The Blackpool Mecca legend — record hunter, producer, pioneer and one of the most consequential figures in the entire history of Northern Soul — is coming to the station.

Northern Soul Radio  •  March 2026

1971 Blackpool Mecca debut
40M+ Records sold as producer
179 Lost soul singers found

Northern Soul Radio is proud — and we mean genuinely, deeply proud — to announce that Ian Levine has joined the station. There are legendary names in Northern Soul, and then there is Ian Levine. Born in Blackpool in 1953, he grew up with soul music in his blood and rare American records on his mind from the age of thirteen. What followed was one of the most remarkable careers in the history of British music.

After leaving school in 1971 Ian became a resident DJ at the Blackpool Mecca’s Highland Room — a room that would become one of the two defining venues of the Northern Soul golden era, alongside Wigan Casino. Every Saturday night from 8pm until 2am, Ian and his partner Colin Curtis filled the dancefloor with a relentless stream of freshly unearthed soul 45s. But what set Ian apart from everyone else was how he found them.

“Every Saturday night at Blackpool, he was debuting records that nobody in Britain had ever danced to before. That takes a level of dedication — and obsession — that very few could match.”

In the early 1970s, Ian was flying to the United States multiple times a year. He scoured record stores, warehouses, abandoned radio station stockrooms and any other dark corner that might be hiding a forgotten soul pressing from Detroit, Chicago or New Orleans. He brought hundreds of unknown 1960s singles back to Britain — records that had never been heard on these shores — and unveiled them, one by one, to a devoted Highland Room crowd each weekend. Records like Tony Clarke’s “Landslide”, R. Dean Taylor’s “There’s a Ghost in My House” and The Carstairs’ “It Really Hurts Me Girl” found their British dancefloor home because Ian Levine went looking for them.

Ian’s influence extended far beyond the decks. As a producer he co-wrote and co-produced records with combined worldwide sales of over 40 million copies, racking up more than 80 UK hits. He was first to spot the potential of Evelyn Thomas, L.J. Johnson and Barbara Pennington — all of whom he signed and guided to chart success. He became the founding resident DJ at London’s Heaven nightclub in December 1979, where he pioneered the Hi-NRG sound that would sweep across gay dancefloors worldwide and later inform the entire pop mainstream.

But perhaps his most extraordinary undertaking came later in life, when Ian embarked on a mission to track down the forgotten voices of Northern Soul itself. By 1998 he had located 179 former American soul singers — artists who had recorded one or two singles decades earlier and had no idea that their music had become the soundtrack to a generation in the north of England. Many of them, he discovered, had gone back to ordinary jobs; most were astonished to learn they were legends. Ian brought their stories together in his four-hour documentary The Strange World of Northern Soul. It is one of the most remarkable acts of musical preservation ever undertaken.

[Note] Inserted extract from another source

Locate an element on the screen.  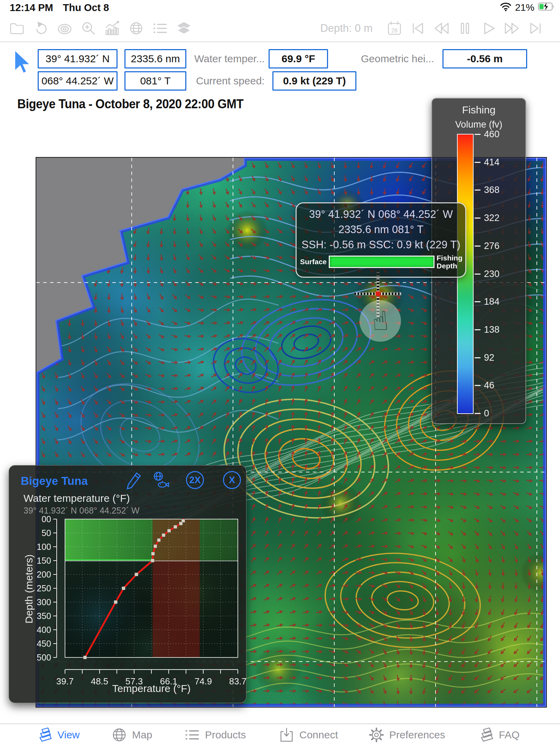
bearing-readout: 081° T is located at coordinates (156, 81).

Northern Soul Radio now carries three of the greatest names the scene has ever produced — Ian Levine, Richard Searling and Kev Roberts. Between them they were there at every pivotal moment: the Torch, the Mecca, the Casino. If you wanted to understand what Northern Soul truly was, and what it still is, these are the voices you need to hear.

Ian’s shows will be announced very soon. Make sure you’re tuned in.

Welcome to Northern Soul Radio, Ian. The Highland Room would be proud.